Truth Squad has reduced the number of rating categories to the following:

  • FAIR: The ad or statement is generally accurate and fairly and credibly presents the speaker’s position on the issue at hand.     
  • MISLEADING: While individual parts of the ad or statement may be accurate, it reaches a conclusion or leaves an impression about an issue or candidate that is misleading in important respects
  • FOUL: The ad or statement contains one or more material factual errors

CONCLUSION

No doubt, PFAS is a serious issue, as Truth Squad already pointed out when Attorney General Bill Schuette was unfairly slammed for not doing more to help those whose water supplies were contaminated.

And there’s plenty of room to debate about whether Michigan should have acted more quickly and aggressively to address it.

But Nessel’s ad dangerously spreads misinformation about one of the top threats to Michigan’s environment.

Her first falsehood is a whopper: She claims the state has 11,000 confirmed PFAS-tainted sites.

In fact, the number far less, although the tally is far from complete.

The Michigan Department of Environmental Quality is testing all public water supplies and at schools with private wells for PFAS.

So far, 51 of the 770-plus sample results tested positive for any amount of the two most studied types of PFAS state officials looked for: PFOA (perfluorooctanoic acid) and PFOS (perfluorooctane sulfonate), according to MDEQ data.  

And just six — all in the Kalamazoo County town of Parchment, which recently switched its water supply — tested above the U.S. EPA health advisory level for the chemicals.

Before testing statewide, officials had detected some level of PFAS in more than a dozen communities, some of which had contamination at multiple sites.

No doubt, anything more than zero is a problem –  but the tally so far is well shy of the number cited by Nessel.

In defending the ad, Nessel spokesman Austin Fisher pointed Truth Squad to a Detroit Free Press story from this summer headlined Harmful PFAS might contaminate more than 11,000 sites statewide.”

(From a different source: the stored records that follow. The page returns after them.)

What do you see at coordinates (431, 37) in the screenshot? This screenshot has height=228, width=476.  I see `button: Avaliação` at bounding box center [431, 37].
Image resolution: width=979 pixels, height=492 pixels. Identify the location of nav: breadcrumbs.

Key word: Might. That’s a far cry from Nessel’s claims they have “tested positive.”

That number refers to as many as 11,300 fire stations, landfills, airports and other sites that may have used products laced with the chemical, according to MDEQ maps of “potential PFAS sites” described in the news story.

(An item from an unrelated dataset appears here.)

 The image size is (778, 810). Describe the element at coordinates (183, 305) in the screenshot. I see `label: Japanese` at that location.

"Those maps were really designed to be very, very conservative — just to identify worthwhile places to look and consider," an MDEQ spokesman was quoted as saying in the Detroit Free Press story.

The ad’s other argument –  that state government has done little to nothing about PFAS –  is more nuanced but misleading.

Fisher pointed to reports that a MEDQ Superfund specialist co-authored an internal report in 2012 that cited concerns about PFAS and recommended action, but was mostly ignored until 2017.

The Nessel campaign, in response to Truth Squad, scolded the Legislature for not advancing House Bill 5898 to hike fees to fund water system fixes and raise money to address PFAS and other contamination threats; and faulted Attorney General Bill Schuette for failing to sue chemical giant 3M over PFAS contamination, despite a request by Gov. Rick Snyder to do so.

Fair enough.

But the campaign neglects to mention Snyder (who Nessel accused of inaction) is aggressively promoting legislation to fund water system improvements, and Schuette’s office is preparing to sue 3M, according to a governor spokesman.

The ad’s claim that no one in state government “is willing to really do anything” omits a litany of actions on PFAS, including:

  • The statewide testing initiative;
  • The state's emergency declaration for Kalamazoo County after Parchment PFAS detection;
  • The state's lawsuit against Rockford-based Wolverine Worldwide following revelations that high levels of PFAS leached from shoemaker’s dumping sites in Kent County;
  • MDEQ’s decision to set cleanup criteria for PFAS — a legal standard allowing Michigan to take action against polluters in court.

Yes, many environmentalists and residents view state leaders’ actions as too limited and too late. That is a fair criticism and worthy of rigorous debate.

But Nessel’s reckless exaggeration of the threat and blanket claims that state leaders are doing nothing are demonstrably false and earn her ad a rating of foul.